The egalitarian planner as a first mover maximizes utility in the name of the typeA agents taking into account aggregate values. Therefore, the egalitarian planner (notindividual capitalists, whose capital has been nationalized) optimally chooses the levelof aggregate savings, i.e. national investment. This also determines the allocation ofoutput to be distributed equally among the total population for consumption.

maxSt

UAE,t(·) = Ct + lnYt+1 − EAt [υt+1]−(τAt )2

2s.t. Ct + St ≤ HE,t.

Parallel to the market economy, the planner takes Yt+1 as the value of the intergen-erational transfer in his optimization problem using the shadow price of capital rE,t+1(Yt+1 = rE,t+1St = AEαSt).

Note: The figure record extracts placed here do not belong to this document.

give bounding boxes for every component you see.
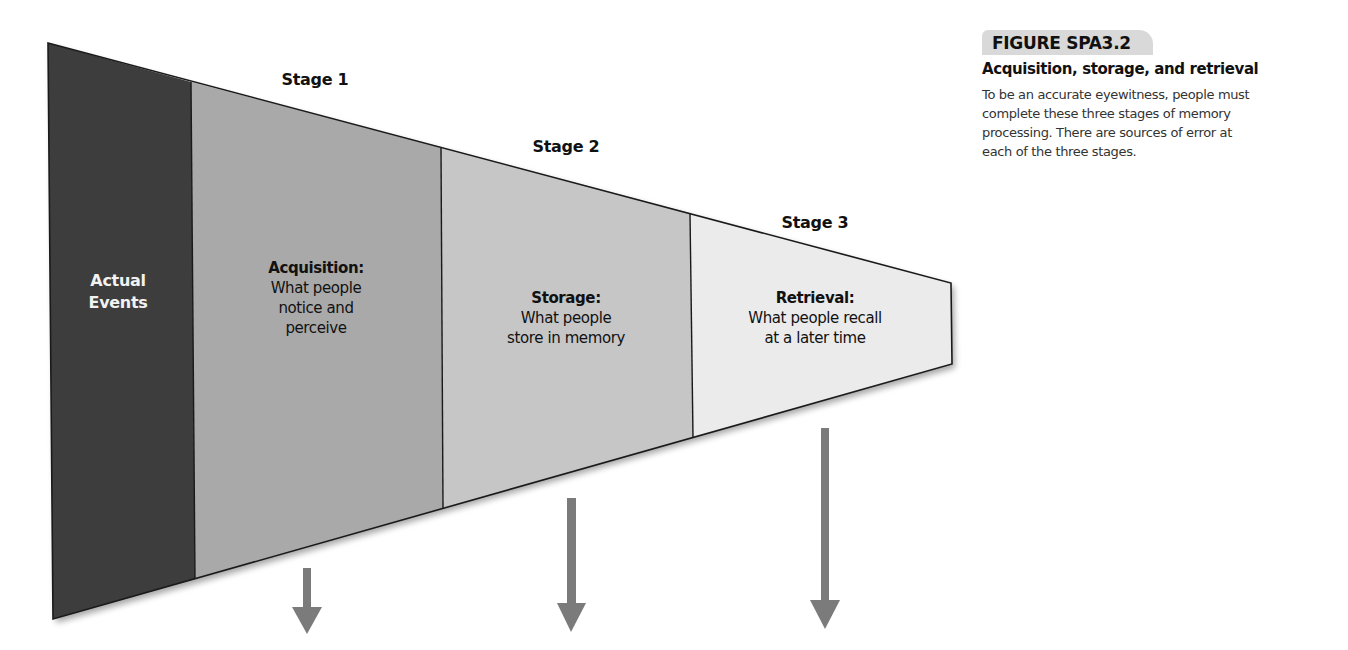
- retrieval-line: at a later time: [735, 328, 895, 348]
- acquisition-line: notice and: [236, 298, 396, 318]
- caption-line: complete these three stages of memory: [982, 104, 1348, 123]
- storage-heading: Storage:: [486, 288, 646, 308]
- actual-events-line: Actual: [68, 270, 168, 292]
- acquisition-block: Acquisition: What people notice and perc…: [236, 258, 396, 338]
- arrow-down-icon: [557, 498, 586, 632]
- caption-line: To be an accurate eyewitness, people mus…: [982, 85, 1348, 104]
- storage-line: store in memory: [486, 328, 646, 348]
- stage-1-title: Stage 1: [255, 70, 375, 89]
- stage-2-title: Stage 2: [506, 137, 626, 156]
- acquisition-line: What people: [236, 278, 396, 298]
- figure-title: Acquisition, storage, and retrieval: [982, 60, 1348, 78]
- actual-events-panel: [48, 43, 195, 619]
- storage-block: Storage: What people store in memory: [486, 288, 646, 348]
- caption-line: each of the three stages.: [982, 142, 1348, 161]
- retrieval-heading: Retrieval:: [735, 288, 895, 308]
- figure-number-badge: FIGURE SPA3.2: [982, 30, 1153, 55]
- acquisition-heading: Acquisition:: [236, 258, 396, 278]
- retrieval-line: What people recall: [735, 308, 895, 328]
- stage-3-title: Stage 3: [755, 213, 875, 232]
- figure-caption: FIGURE SPA3.2 Acquisition, storage, and …: [982, 30, 1348, 161]
- arrow-down-icon: [292, 568, 322, 634]
- actual-events-label: Actual Events: [68, 270, 168, 314]
- retrieval-block: Retrieval: What people recall at a later…: [735, 288, 895, 348]
- storage-line: What people: [486, 308, 646, 328]
- actual-events-line: Events: [68, 292, 168, 314]
- arrow-down-icon: [810, 428, 840, 629]
- acquisition-line: perceive: [236, 318, 396, 338]
- caption-line: processing. There are sources of error a…: [982, 123, 1348, 142]
- figure-description: To be an accurate eyewitness, people mus…: [982, 85, 1348, 161]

Aggregate decision making by an egalitarian planner under a communist regimeaffects total and per capita levels of consumption, therefore changing productivity overtime. This is because the national budget constraint implies Ct + St = HE,t, that is,output in the aggregate has to be equal to the sum of consumption and investment inevery period. Therefore, each individual gets an identical consumption level equal tothe assigned allocation by the planner

cE,t =HE,t − St

1= Ct. (24)

Since allocation between saving and consumption takes place after production in eachperiod, consumption in t determines productivity in the following period t+ 1. There isan externality caused by productivity being a function of consumption, which is changingover time in the new economic system.

Lemma 2 The budget constraint of an egalitarian planner in (11), Ct + St = HE,t,implies that higher aggregate savings cut consumption by the whole population. Thisresults in a negative effect on productivity θE,t+1 and makes the latter time-dependent.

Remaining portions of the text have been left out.